With a stocks and shares ISA (you might hear it called an investment ISA too), you can invest up to £20,000 a year and won't have to pay capital gains tax (CGT) on any gains your investments make inside the ISA account. This can be particularly useful for any goals you have up until retirement.
For those retirement-focused savings and investments, a SIPP account might be attractive. In a self-invested personal pension you can bring together any loose pensions from previous employers into one place.
There are a lot of benefits to both accounts, namely the tax efficiencies they bring. If you find a provider that better suits your needs in the assets they offer, price or ease of use, you can always think about moving your ISA or SIPP through a transfer. You need to make sure that would be in your best interests beforehand though. If it’s something you’re thinking about read our guide to transferring your ISA to another provider.
How to decide what to do with your money?
Only you can decide if saving or investing, or a combination of both, is right for you. That’s because we all have different goals, different time horizons and different tolerances for risk. Weigh up the pros and cons of both saving and investing and make them applicable to you and your life. The information out there may be generic guidance but making it a lot more personal will show you how you can do what’s right for your own financial future.
Is it better to invest or save?
As we’ve been able to work out. It’s not about which is best, it’s about which is more applicable to your personal circumstances. For some people with low risk tolerances and imminent financial goals, saving might just be the best choice. For those with super long-term goals and the ability to put up with market volatility along the way, investing might be able to help.
It’s about doing what’s right for you. The information is out there, make it work for you.
We think investing should be open to everyone. It shouldn’t be complicated, and it shouldn’t cost the earth. Our stock trading app makes it simple for both beginners and experienced investors. And costs are low. You can buy and sell shares commission-free and take advantage of fractional shares (buy just a part of a share).

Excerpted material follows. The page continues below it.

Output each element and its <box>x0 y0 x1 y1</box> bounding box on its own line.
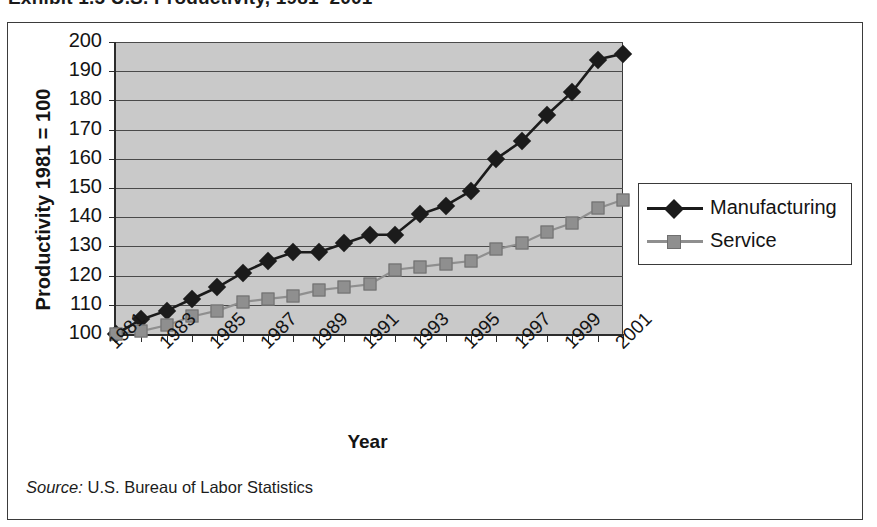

Important information on ISAs and SIPPs
SIPPs are a pension product designed for people who want to make their own investment decisions. You can normally only access the money from age 55 (potentially 57 from 2028). Current rules can change, and tax relief depends on your personal circumstances.
Before transferring an ISA or pension you should ensure that this is the right thing for you to do and in particular you will not lose valuable guarantees or incur excessive transfer penalties.
Pensions are usually transferred as cash so you will be out of the market for a period and therefore there is a risk you may lose out on investment gains during this period.
Freetrade does not currently offer drawdown products for our SIPP.